The reference manual has this to say about the table.move function, introduced in Lua 5.3:
table.move (a1, f, e, t [,a2])Moves elements from table
a1to tablea2, performing the equivalent to the following multiple assignment:a2[t],··· = a1[f],···,a1[e]. The default fora2isa1. The destination range can overlap with the source range. The number of elements to be moved must fit in a Lua integer.
This description leaves a lot to be desired. I'm hoping for a general, canonical explanation of the function that goes into more detail than the reference manual. (Oddly, I could not find such an explanation anywhere on the web, perhaps because the function is fairly new.)
Particular points I am still confused on after reading the reference manual's explanation a few times:
t point to the original location before anything starts moving?f, e, and t?Moves elements from table a1 to table a2, performing the equivalent to the following multiple assignment a2[t],··· = a1[f],···,a1[e]
Maybe they could have added the information this is done using consecutive integer values from f to e.
If you know Lua a bit more you'll know that a Lua table has no order. So the only way to make that code work is to use consecutive integer keys. Especially as the documentation mentions a source range.
Giving the equivalent syntax is the most unambiguous way of describing a function. If you know the very basic concept of multiple assignment in Lua (see 3.3.3. Assignment) , you know what this function does.
table.move(a1, 1, 4, 6, a2) would copy a1[1], a1[2], a1[3], a1[4] into a2[6], a2[7], a2[8], a2[9]
The most common usecase is probably to get a subset of a list.
local values = {1,45,1,44,123,2354,321,745,1231}
old syntax:
local subset = {}
for i = 3, 7 do
table.insert(subset, values[i])
end
new:
local subset = table.move(values, 5, 7, 1, {})
Or maybe you quickly want to remove the last 3 values from a table?
local a = {1,2,3,4,5,6,7}
table.move({}, 1,3,#a-2, a)
When it says "move", that means the items are being removed from their original location, correct?
Surprisingly not. Items are copied from the source range to the destination. If the source range is nil or empty, nils are placed in the destination.
src={5,6,7}
table.move(src,1,2,3)
-- src is {5,6,5,6}
src={5,6,7} dest={0,0,0}
table.move(src,1,2,3,dest)
-- src remains {5,6,7} dest is {0,0,5,6}
src={} dest={0,0,0}
table.move(src,1,1,2,dest)
-- dest is {0,nil,0}
The function seems poorly named, however it has been related to a C function called memmove, which also does not remove the source range. memmove is equivalent to memcpy except memmove is safe to move a source range on top itself. With table.move it is also safe to move ranges over themselves (it is buffered). This might go some way to rationalizing how the function is named.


> Work item:
Please find all lines in the data that hold the string "Cumulative" and copy them.

⟨

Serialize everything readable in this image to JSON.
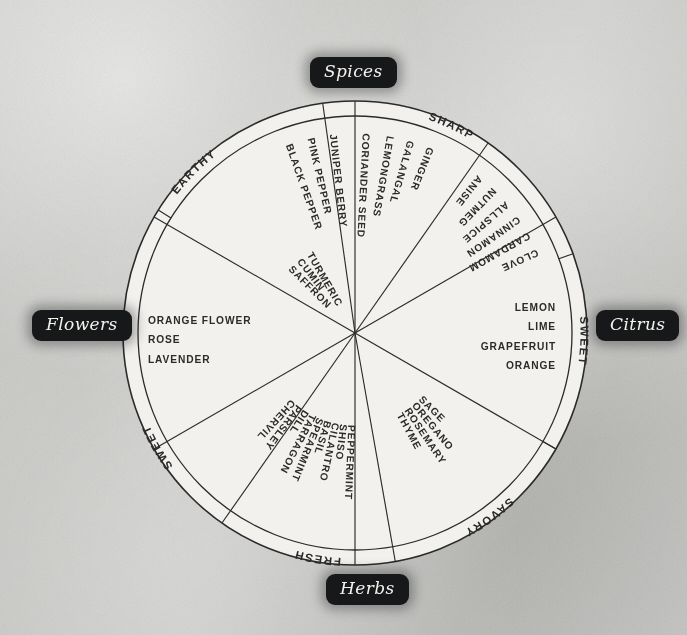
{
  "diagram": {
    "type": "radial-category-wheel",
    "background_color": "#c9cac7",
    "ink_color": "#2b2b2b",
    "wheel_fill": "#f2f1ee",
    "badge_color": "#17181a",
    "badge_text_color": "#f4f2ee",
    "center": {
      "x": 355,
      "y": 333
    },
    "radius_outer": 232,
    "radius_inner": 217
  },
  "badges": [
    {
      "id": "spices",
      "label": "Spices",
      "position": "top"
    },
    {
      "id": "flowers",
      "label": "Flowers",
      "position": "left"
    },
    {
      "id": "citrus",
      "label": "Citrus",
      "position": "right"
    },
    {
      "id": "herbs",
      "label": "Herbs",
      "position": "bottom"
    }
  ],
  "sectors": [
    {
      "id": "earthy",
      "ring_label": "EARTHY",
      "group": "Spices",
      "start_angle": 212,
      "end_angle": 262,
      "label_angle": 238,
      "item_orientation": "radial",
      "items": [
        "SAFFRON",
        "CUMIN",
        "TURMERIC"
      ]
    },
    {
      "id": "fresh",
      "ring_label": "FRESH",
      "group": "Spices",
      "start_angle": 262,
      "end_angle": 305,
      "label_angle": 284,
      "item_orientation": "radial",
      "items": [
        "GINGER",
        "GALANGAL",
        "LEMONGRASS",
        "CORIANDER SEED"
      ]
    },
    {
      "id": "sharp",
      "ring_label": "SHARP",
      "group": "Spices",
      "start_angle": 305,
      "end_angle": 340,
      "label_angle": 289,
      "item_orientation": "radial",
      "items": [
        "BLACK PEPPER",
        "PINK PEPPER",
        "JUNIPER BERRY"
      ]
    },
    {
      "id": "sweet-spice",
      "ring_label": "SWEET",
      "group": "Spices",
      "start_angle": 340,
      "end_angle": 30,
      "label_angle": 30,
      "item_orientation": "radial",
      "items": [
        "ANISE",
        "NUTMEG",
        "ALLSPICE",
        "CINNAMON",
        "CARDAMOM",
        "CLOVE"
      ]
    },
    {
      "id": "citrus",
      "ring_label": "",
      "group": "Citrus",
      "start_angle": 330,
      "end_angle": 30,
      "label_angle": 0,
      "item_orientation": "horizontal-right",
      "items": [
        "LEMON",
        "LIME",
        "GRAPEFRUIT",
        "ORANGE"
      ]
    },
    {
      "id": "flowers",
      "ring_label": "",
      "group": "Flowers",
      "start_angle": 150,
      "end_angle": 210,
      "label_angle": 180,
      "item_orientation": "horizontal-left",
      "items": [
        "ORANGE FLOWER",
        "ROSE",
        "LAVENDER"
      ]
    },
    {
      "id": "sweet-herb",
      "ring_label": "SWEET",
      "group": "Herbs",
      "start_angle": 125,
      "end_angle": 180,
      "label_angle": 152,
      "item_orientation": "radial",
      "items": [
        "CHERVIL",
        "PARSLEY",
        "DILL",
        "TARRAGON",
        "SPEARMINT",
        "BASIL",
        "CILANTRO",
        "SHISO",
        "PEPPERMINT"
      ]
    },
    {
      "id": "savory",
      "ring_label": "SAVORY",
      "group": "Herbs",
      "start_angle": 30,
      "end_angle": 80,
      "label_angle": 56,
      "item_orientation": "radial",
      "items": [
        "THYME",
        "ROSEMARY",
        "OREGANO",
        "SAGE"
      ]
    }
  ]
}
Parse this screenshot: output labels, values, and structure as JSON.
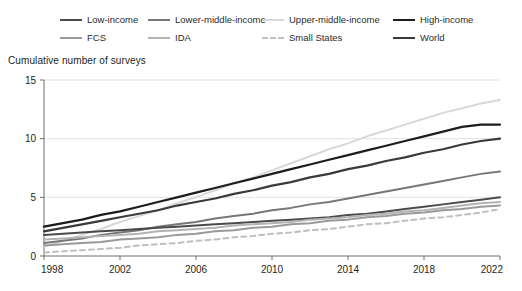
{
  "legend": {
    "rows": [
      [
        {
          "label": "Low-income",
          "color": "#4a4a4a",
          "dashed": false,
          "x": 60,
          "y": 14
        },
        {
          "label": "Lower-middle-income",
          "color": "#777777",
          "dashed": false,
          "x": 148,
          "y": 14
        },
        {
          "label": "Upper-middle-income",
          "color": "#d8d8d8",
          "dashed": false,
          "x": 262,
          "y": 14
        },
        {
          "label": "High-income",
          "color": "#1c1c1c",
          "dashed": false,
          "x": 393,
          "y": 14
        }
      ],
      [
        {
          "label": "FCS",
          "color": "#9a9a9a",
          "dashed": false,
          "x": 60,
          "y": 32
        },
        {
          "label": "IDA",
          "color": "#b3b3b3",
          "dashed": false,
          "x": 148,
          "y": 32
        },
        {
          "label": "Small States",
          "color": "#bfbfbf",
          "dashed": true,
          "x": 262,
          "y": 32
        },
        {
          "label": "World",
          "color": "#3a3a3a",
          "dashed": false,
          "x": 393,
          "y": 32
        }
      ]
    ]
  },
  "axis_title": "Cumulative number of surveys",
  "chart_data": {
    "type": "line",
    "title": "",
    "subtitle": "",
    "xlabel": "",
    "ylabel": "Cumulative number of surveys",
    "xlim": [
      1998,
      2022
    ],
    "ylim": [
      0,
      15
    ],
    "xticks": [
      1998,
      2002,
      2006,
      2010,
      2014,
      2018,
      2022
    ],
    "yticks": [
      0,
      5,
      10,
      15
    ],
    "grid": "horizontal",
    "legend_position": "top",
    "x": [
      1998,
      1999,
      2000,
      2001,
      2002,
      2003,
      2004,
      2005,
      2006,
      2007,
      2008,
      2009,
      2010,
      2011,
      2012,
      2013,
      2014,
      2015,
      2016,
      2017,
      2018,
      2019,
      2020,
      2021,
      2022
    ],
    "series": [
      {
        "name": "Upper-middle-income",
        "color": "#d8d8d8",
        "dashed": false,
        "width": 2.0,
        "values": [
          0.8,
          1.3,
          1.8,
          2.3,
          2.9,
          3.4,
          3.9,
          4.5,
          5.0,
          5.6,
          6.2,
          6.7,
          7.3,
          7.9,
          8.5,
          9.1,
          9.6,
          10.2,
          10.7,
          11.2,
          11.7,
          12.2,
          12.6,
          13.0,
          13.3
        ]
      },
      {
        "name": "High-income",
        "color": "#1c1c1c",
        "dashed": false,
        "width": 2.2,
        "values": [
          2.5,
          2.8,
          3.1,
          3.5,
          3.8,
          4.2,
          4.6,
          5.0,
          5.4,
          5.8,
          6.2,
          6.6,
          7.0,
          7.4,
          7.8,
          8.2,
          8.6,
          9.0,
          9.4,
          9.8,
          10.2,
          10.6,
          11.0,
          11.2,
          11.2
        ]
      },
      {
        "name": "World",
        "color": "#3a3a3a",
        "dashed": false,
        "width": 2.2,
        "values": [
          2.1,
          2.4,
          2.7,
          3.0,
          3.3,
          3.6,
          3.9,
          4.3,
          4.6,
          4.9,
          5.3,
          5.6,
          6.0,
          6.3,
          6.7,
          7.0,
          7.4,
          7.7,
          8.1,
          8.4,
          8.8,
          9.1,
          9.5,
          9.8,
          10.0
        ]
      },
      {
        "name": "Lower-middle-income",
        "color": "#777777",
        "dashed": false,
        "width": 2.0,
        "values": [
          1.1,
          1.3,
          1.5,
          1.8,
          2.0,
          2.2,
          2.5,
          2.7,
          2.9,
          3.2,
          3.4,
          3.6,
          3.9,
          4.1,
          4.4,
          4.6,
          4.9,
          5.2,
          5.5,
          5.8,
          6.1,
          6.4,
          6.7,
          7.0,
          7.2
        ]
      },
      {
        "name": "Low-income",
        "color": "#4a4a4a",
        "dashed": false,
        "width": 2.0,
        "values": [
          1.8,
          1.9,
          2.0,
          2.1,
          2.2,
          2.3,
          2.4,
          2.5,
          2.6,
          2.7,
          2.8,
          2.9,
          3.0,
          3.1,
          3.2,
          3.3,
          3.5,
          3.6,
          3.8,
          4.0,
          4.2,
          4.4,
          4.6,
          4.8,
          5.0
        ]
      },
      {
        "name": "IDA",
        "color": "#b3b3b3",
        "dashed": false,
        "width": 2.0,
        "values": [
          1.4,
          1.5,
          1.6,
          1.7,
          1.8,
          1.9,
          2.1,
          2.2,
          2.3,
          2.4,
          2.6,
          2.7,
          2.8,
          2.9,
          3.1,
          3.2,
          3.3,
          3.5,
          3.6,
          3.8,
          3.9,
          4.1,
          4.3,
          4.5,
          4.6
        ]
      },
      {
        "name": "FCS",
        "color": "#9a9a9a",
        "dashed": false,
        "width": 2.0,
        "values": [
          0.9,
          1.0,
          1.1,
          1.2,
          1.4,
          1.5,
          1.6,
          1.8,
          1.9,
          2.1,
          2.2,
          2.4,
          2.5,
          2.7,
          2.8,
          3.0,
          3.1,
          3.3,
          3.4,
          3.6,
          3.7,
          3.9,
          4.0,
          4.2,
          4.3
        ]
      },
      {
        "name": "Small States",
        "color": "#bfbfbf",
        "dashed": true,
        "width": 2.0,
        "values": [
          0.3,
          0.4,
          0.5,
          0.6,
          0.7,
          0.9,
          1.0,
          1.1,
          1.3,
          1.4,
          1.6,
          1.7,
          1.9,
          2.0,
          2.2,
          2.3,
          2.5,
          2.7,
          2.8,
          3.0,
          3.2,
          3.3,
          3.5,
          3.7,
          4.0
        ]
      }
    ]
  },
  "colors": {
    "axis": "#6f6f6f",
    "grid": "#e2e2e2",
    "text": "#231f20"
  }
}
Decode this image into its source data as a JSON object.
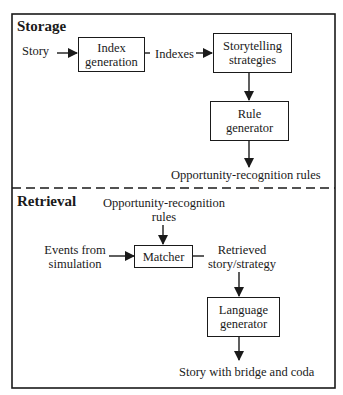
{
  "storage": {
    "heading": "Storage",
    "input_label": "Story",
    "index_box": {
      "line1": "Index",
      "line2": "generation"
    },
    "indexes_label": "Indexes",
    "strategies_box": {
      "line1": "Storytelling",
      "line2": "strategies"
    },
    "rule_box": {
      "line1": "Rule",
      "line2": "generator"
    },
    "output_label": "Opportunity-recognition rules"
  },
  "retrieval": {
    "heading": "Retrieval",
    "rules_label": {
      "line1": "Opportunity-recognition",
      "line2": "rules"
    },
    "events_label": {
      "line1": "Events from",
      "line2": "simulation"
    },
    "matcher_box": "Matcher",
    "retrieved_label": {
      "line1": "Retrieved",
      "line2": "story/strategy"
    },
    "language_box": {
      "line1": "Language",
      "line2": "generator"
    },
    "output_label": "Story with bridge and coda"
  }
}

⟩

> Reply:
  "axis_title": "Cumulative number of surveys",
    "ylabel": "Cumulative number of surveys",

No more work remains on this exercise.